The RPO is in the second tier of American orchestras by budget size as designated by the League of American Orchestras. Led music director Andreas Delft, however, it plays at a level that matches those of our largest ensembles (his predecessors in that role included Eugene Goosens, Erich Leinsdorf and David Zinman). It plays in Kodak Hall of the Eastman Theater at the Eastman School of Music. Originally built with 3,500 seats, it is a very, very large, high-ceilinged room – although the seating was reduced by 1,200 in 2009. When I stepped into the tremendous mass of space that is Kodak Hall, sitting about halfway back, I was concerned about the sound possibly being hollow and swallowed up. The orchestra, dressed in the now decreasingly used white tie, filled the space with a rich, clear, accomplished sound. I heard a program that included Strauss’ “Till Eulenspiegels lustige Streiche, Op. 28,” Saint-Saen’s “Carnival of the Animals, with duo pianists Christina and Michelle Naughton and Stravinsky’s “Petrushka.” The program was billed as “Orchestral Showpieces,” and that provided a first-time listener a good idea of the group’s musical capacity. 

The performances were simply excellent with a warm string resonance and glitch free solos – no small achievement in the Strauss’s exposed wind and horn parts. The Strauss was played in technicolor, with the piece’s humor and theatricality highlighted. The color coordinated and brightly dressed Naughton twins attacked their pianos aggressively, with precise coordination in the “Carnival of the Animals”. So much of this music has worked its way into the heart of the culture and is very familiar, none more so than The Swan movement, beautifully played by principal cellist Ahrim Kim. The soloists’ moments in all three pieces were played with great musicality and skill, but without showy virtuosity. This is an orchestra that clearly enjoys playing together with its music director as an organic ensemble. It was particularly evident in the “Petrushka,” another colorful work with comic moments. “Petrushka” is rhythmically complicated and spare, with much of the exposed orchestral scoring that is so characteristic of Stravinsky’s early music (the piece premiered in 1911). The orchestra made a tight, delightful show of its contrasts of both dark and light moments. I walked out after the concert into downtown Rochester musically contented. 

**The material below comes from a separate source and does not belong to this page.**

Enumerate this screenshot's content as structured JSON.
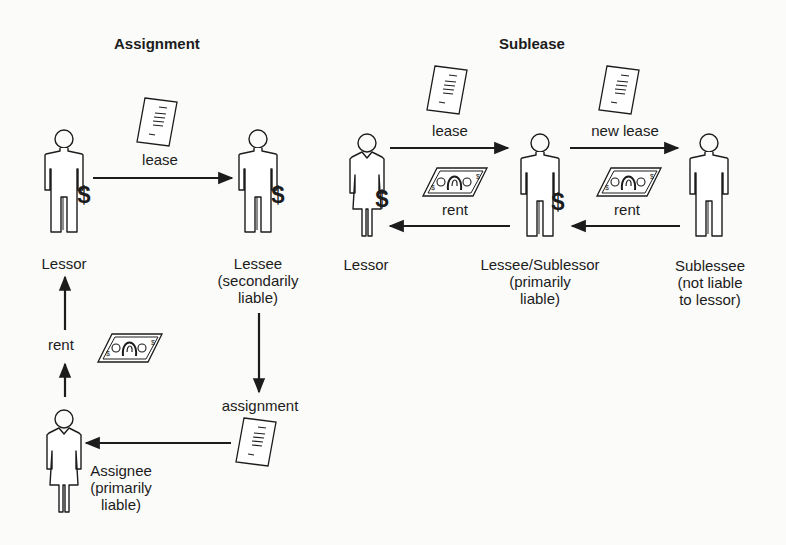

The former headquarters of Gannett Newspapers

Downtown Rochester suffered from the degradations of the now mostly discredited ideas of mid-twentieth century urbanism and design. Its peak population was in the 1950’s, and only in the last decade has the population stopped declining. The downtown is filled with structured parking (and very few parking lots) and has a good number of daunting, tower in the park-like office buildings. The lack of lot parking gives the downtown a feeling of continuity. The city, though, has superficially followed a number of the latest urban trends, with some restored public spaces, scooters and bike lanes (without many people using any of them). Most distressing to me was the empty complex of buildings once occupied by Gannett newspapers in the center of town, before it decamped to a suburban Washington, D.C. office park in 1984 and moved the production of the local paper to another Rochester location in 2016. These are massive art deco and Albert Kahn designed buildings created around now obsolete technologies like the printing press and the typewriter. I am an optimist and have thought that the market will find uses for the post-pandemic half filled, midtown Manhattan, midcentury modern office towers. But walking around the Gannett complex gives one pause about the destructive capacity of modern capitalism and the difficulty of recycling gargantuan 20th century edifices. 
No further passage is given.